Saturday

CULT RECORD: ICE CUBE: "AMERIKKKA'S MOST WANTED" (1990)

Ice Cube's obsession lies in lyrically unearthing the horrors and subversive pleasures of the South Central ghettoes he helped cloak in rap mythology. Even when he misses the mark, the furious intelligence and rhetorical skill of his gangstAfronationalist aesthetic manages to provoke and inspire. Breaking with N.W.A at an extraordinarily young age for one who'd already given gangsta its most believable character, Cube went gone on to imprint his blunt anger over several crucial solo albums, flourishing the self-contained doomy presence that also gained him critical acclaim apart from music in the film Boyz N the Hood.

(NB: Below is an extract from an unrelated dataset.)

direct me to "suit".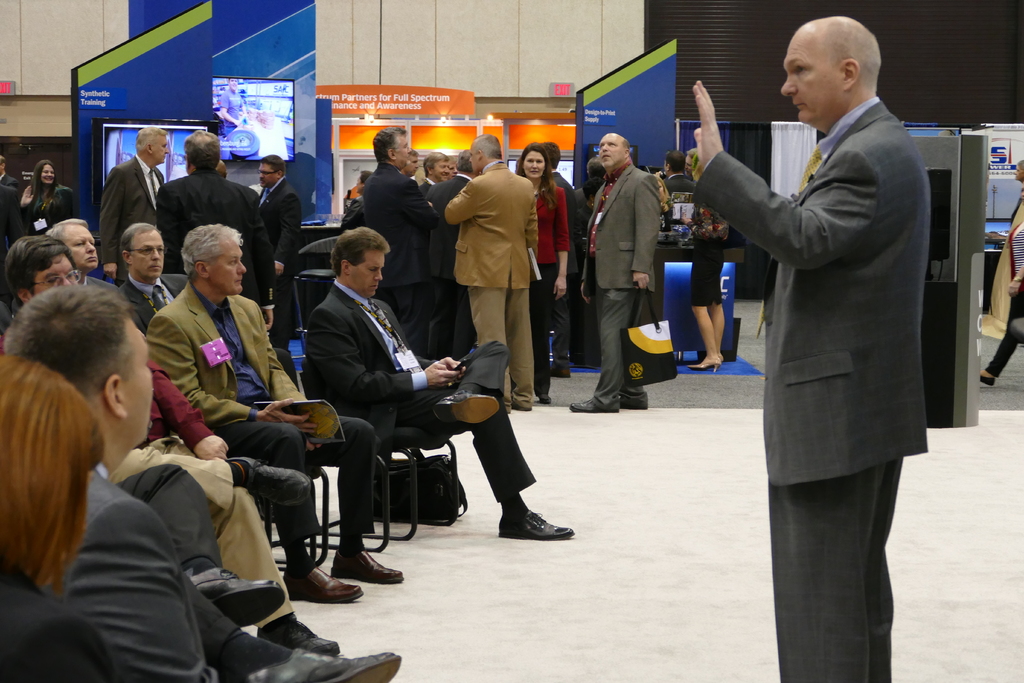
Direction: x1=308 y1=277 x2=538 y2=500.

On AmeriKKKa's Most Wanted, Ice Cube seizes the spotlight. On "The Nigga Ya Love to Hate," he is "kickin' shit called street knowledge," demanding to know " Why more niggas in the pen than in college?" The track is bolstered by a swaggering bass line, the key to an aural assault that, throughout the album. is presided over by Public Enemy's Bomb Squad. Cube relentlessly exposes the terror of police brutality ("AmeriKKKa's Most Wanted"), yet mirrors such treatment in his own attacks on the fairer sex ("Once Upon a Time in the Projects" and "I'm Only Out for One Thing"). Cube also gets delirious joy in rattling the pieties of the black bourgeoisie; "Turn Off the Radio," a  propulsive synthesis of horns and psychedelic guitars, acerbically blasts the R&B lovers who in the late '80s crowded rap off the black airwaves.